On the strategic front, Gevo is considering exiting all sustainable-aviation-fuel activities in Lake Preston, South Dakota, to concentrate resources on Project Northstar, its planned alcohol-to-jet facility at the North Dakota site. FEL-3 engineering for Northstar is now complete, with estimated capital costs of roughly $600 million — about $100 million higher than earlier projections due to soil and logistics factors, though the process modules came within 2% of the prior estimate. An expansion to approximately 150 million gallons a year at Gevo North Dakota, effectively doubling output, has engineering, permitting and initial equipment procurement underway, targeting 2028 completion.

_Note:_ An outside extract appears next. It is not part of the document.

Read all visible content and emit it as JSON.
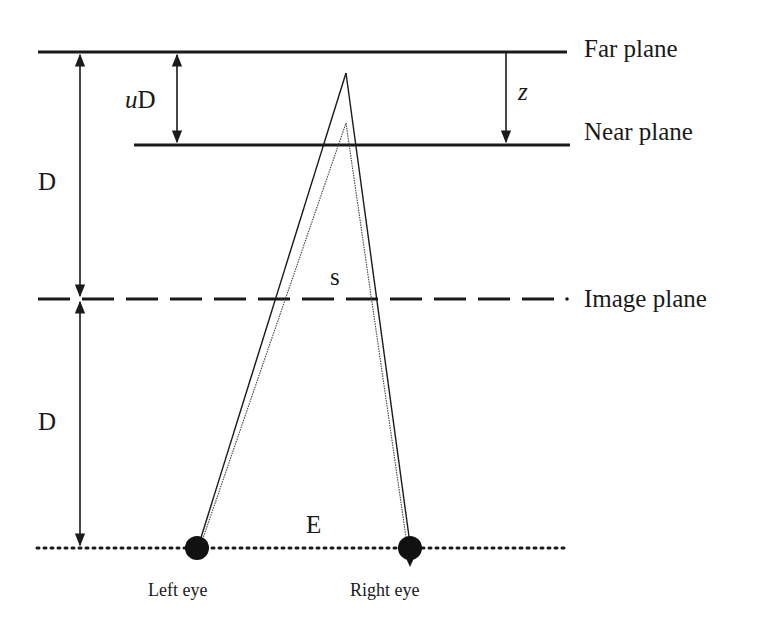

A February 2026 debt refinancing redeemed about $68 million in RNG bonds and consolidated borrowings into a $175 million loan facility plus a $20 million revolver, freeing up more than $35 million of previously restricted cash. Cash and equivalents stood at $78.9 million at quarter-end, down modestly from $81.2 million at the start of the year, but with restricted cash fully eliminated. Separately, corporate cost-optimization initiatives are expected to deliver run-rate savings of more than $5 million in 2026, and the Silsbee, Texas specialty-fuel operations are converting from a cost center to an expected profit center this year.